How To Deal With An Emotional Hangover After A One-Night Stand
I sexually matured smack-dab in the middle of a sorority house. Among our ranks, the one-night stand was more than a right of passage. It was hailed as the Holy Grail of validation. The more validation you could get, the better.
On the weekends, we drunkenly explored the beds and the bodies of men who lived within walking distance.
In the mornings, we’d crawl out of neighboring fraternities and hurry back to our collectively hungover sorority house.
The journey home from a one-night stand was commonly known as the “Walk of Shame." Upon arrival, we tended to our physical hangovers.
We knew so-and-so was going to vomit until about 6, when she’d shower and rally for the evening festivities. We knew so-and-so was definitely not going to rally, and she’d need peace and quiet for the next 24 hours.
We knew to place a fan by so-and-so’s head or to bring so-and-so ice chips. Together, we moaned about headaches. We consoled about new bruises from falling down in stairwells.
But, when it came to our emotional hangovers, we were clueless. Many were isolated with morning-after loneliness. Others cried alone, feeling embarrassed over romantic missteps.
Most of us binged on television and snack food to elevate our depressed moods. A group of us obsessively checked our phones for texts from our one-night partners.
Those texts never came, and it hurt. Instead of giving voice to the sadness we were feeling, we stuffed it down with a sleeve of Fig Newtons.
We knew how to do a Walk of Shame alone, but we didn't know how to have a Conversation of Shame together.
Mediums like popular television, women-facing magazines, movies and gossip websites told us young, attractive, educated white women love a good sexcapade.
And if we didn’t love our sexcapades, then it was probably our own fault. And in a sorority house, your own faults are best kept to yourself.
Nobody was there to present us with the counterargument. Nobody told us, for some people, a night of emotionally detached sex is followed by a stretch of depression, anxiety and emptiness.
Nobody said feelings of guilt and unhappiness are not necessarily a product of societal slut shaming or religious conditioning. Nobody argued this slump is a perfectly valid reaction to our recent experience.
The most shameful part of my college-aged sexcapades was denying my own unhappiness and suffering quietly through emotional hangovers.
I spent several years doing the same sexual dance each weekend, always expecting a different emotional result. That cannot be what the Sexual Revolution was going for.
Because my peers and the media were not offering the answers I needed, I searched elsewhere.
For me, breakthroughs came with the help of therapists and mindfulness pursuits. Now, I know sex for the sake of sex is emotionally harmful to me, and that’s okay. I don’t need to do it.
These realizations should be available early and often to young adults who are sexually active, and they should be happening outside of shrinks’ offices and ashrams.
I’m now a conscientious facilitator of those Conversations of Shame I was afraid to have in college. When my friend divulges about a one-night stand, I probe a little deeper: “How did that make you feel?”
Frequently, I find they are reckoning with the same kernel of guilt and dissatisfaction I wanted to hide.
I say, “I can understand that feeling. I have had it before.” She sighs with relief.
Now, my friends and I confidently take Walks of Shamelessness. Some of us walk home alone earlier in the evening.
Others still walk arm in arm with a stranger, giddy over the impending sexathon. But when one of those friends hurts with emotional injuries incurred between the sheets, she will call me on her walk home.
I will acknowledge and validate her shame and sadness. That way, she can transform it into power.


# Requirement
Would you please repeat all of the data exactly, omitting the pictures?

# Data for the task

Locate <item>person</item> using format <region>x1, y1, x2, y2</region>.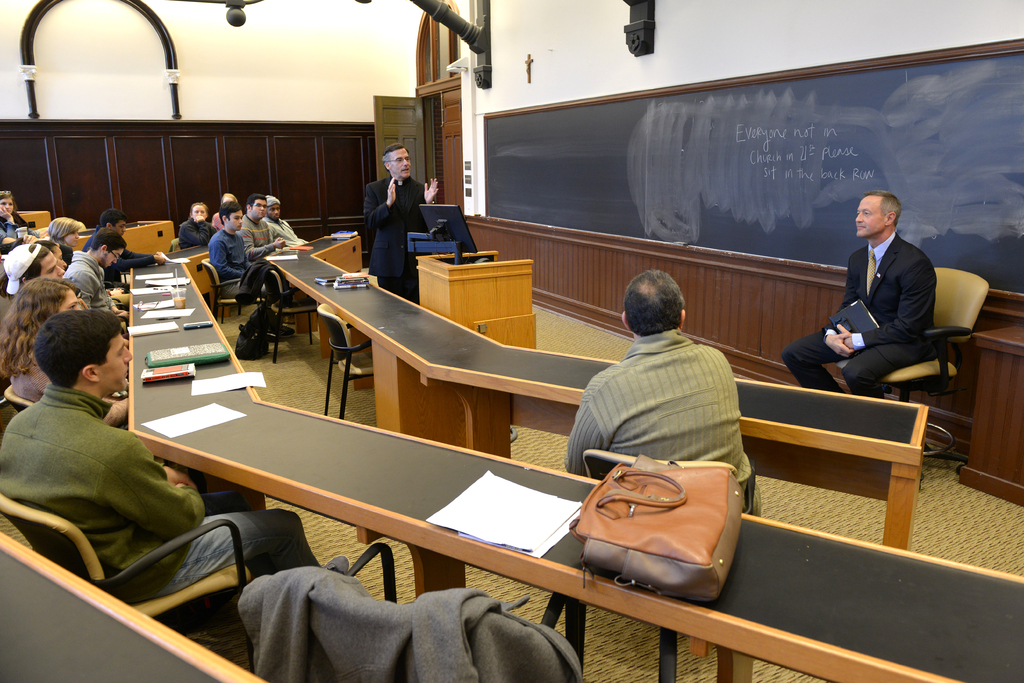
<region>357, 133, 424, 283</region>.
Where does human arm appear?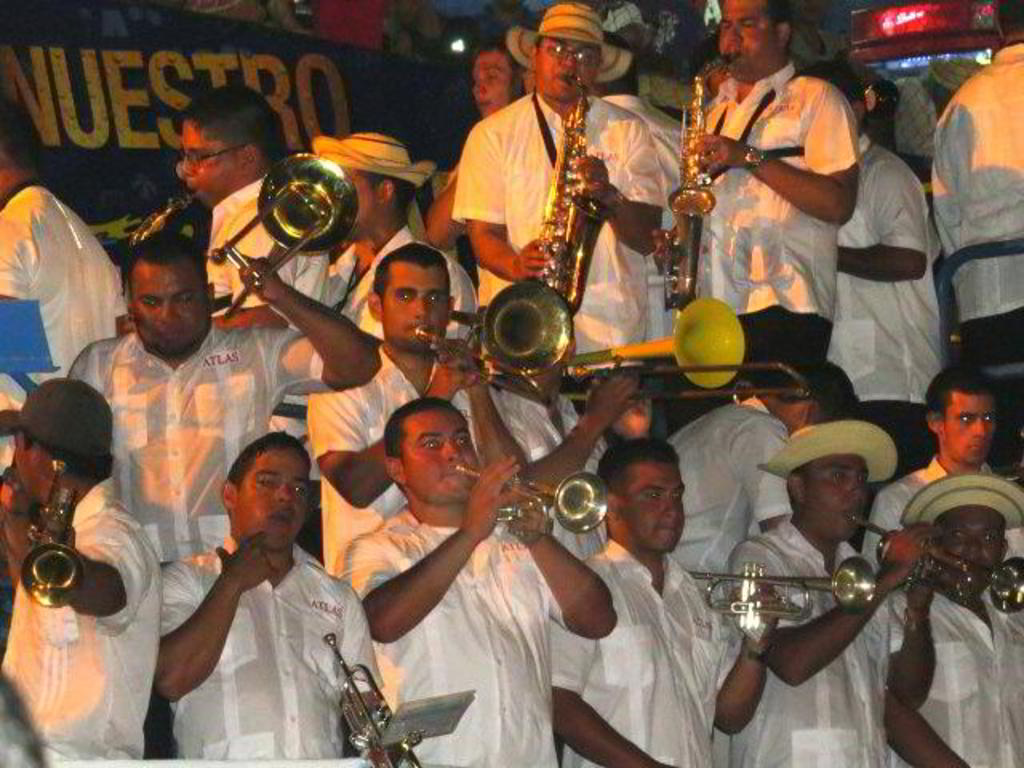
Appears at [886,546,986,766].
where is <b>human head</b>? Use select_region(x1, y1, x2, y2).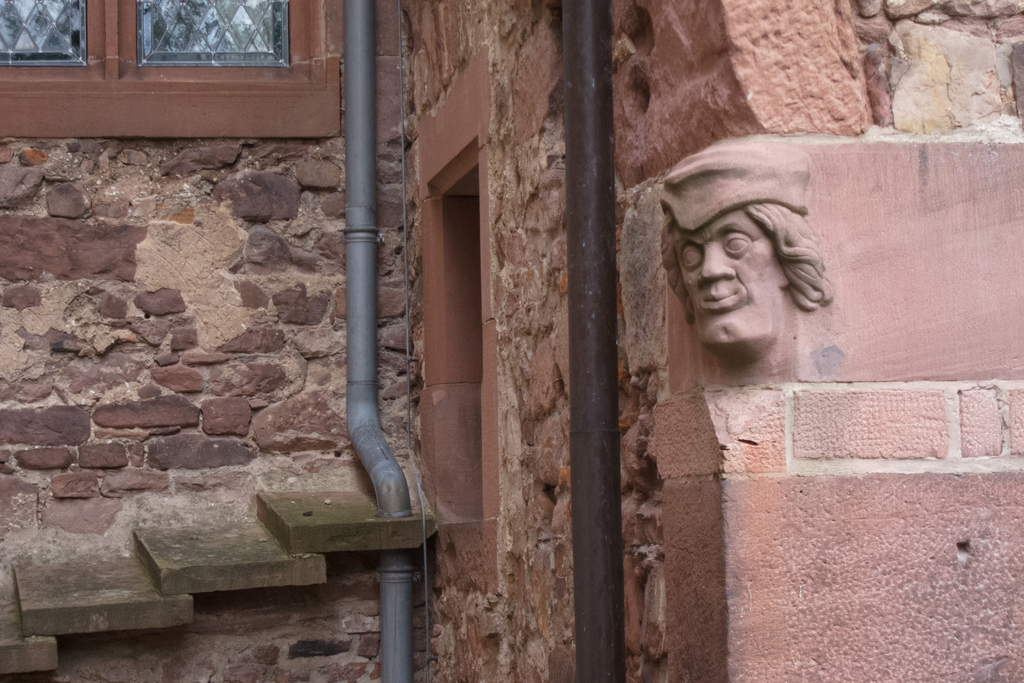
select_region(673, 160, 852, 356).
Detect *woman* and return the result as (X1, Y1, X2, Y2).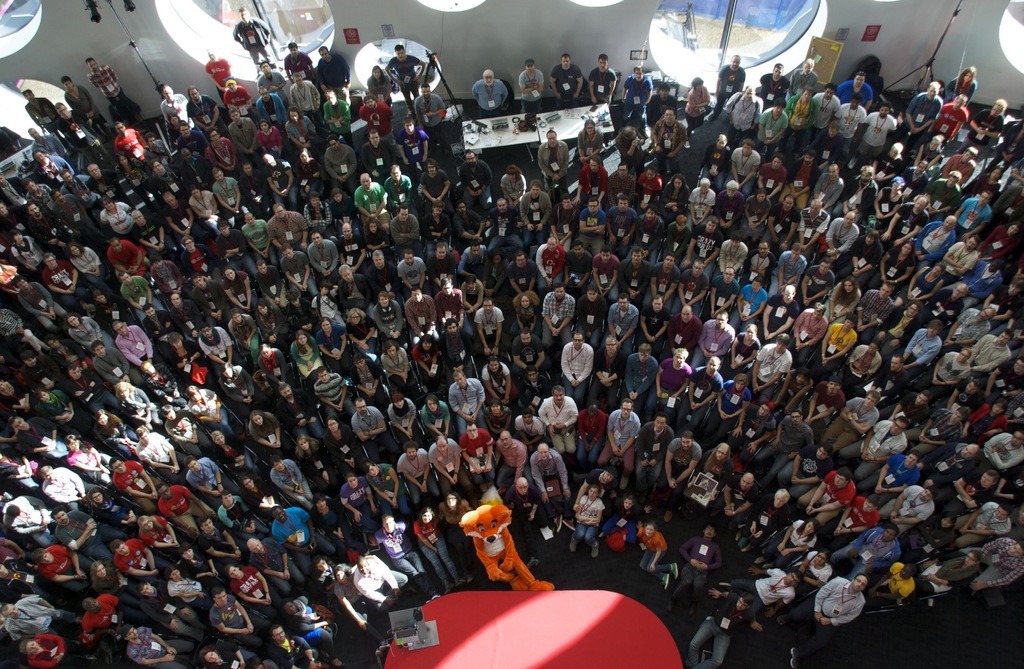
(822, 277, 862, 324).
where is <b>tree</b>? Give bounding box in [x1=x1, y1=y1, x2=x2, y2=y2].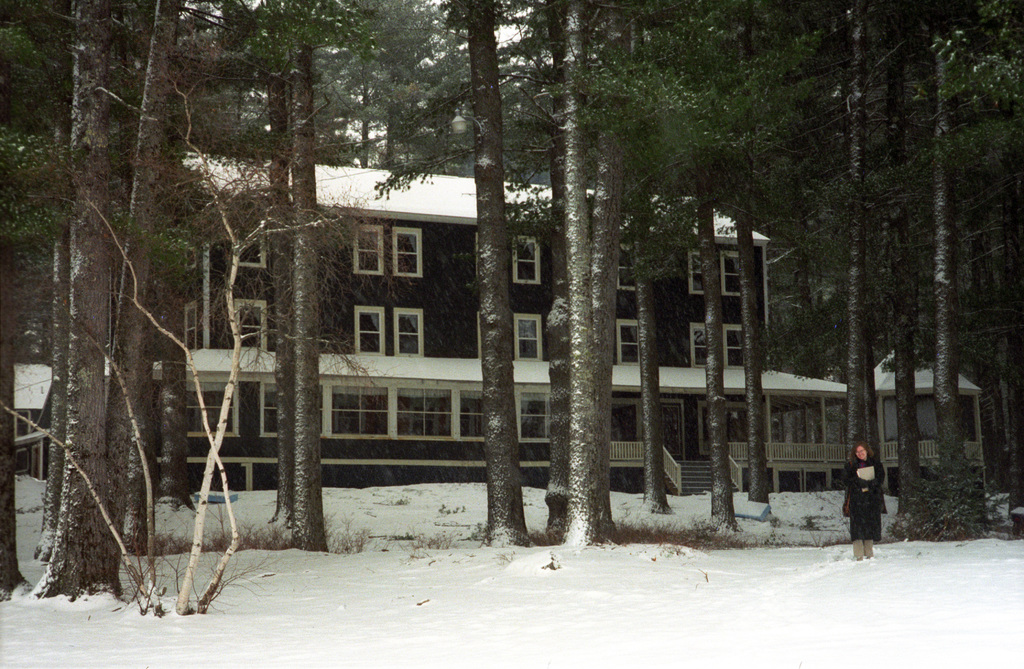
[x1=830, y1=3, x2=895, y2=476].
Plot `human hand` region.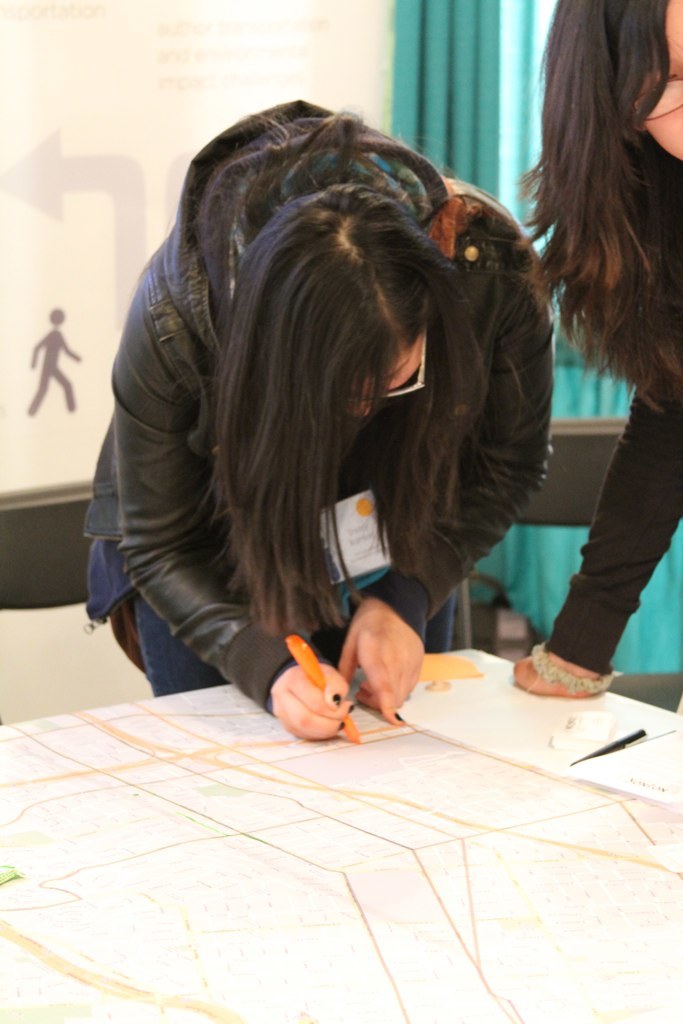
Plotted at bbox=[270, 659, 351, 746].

# Reply
Locate <item>person</item> using format <region>x1, y1, x2, y2</region>.
<region>357, 133, 424, 283</region>.
Where does human arm appear?
Appears at [886,546,986,766].
where is <b>human head</b>? Use select_region(x1, y1, x2, y2).
select_region(673, 160, 852, 356).
Detect *woman* and return the result as (X1, Y1, X2, Y2).
(822, 277, 862, 324).
where is <b>tree</b>? Give bounding box in [x1=x1, y1=y1, x2=x2, y2=y2].
[x1=830, y1=3, x2=895, y2=476].
Plot `human hand` region.
Plotted at bbox=[270, 659, 351, 746].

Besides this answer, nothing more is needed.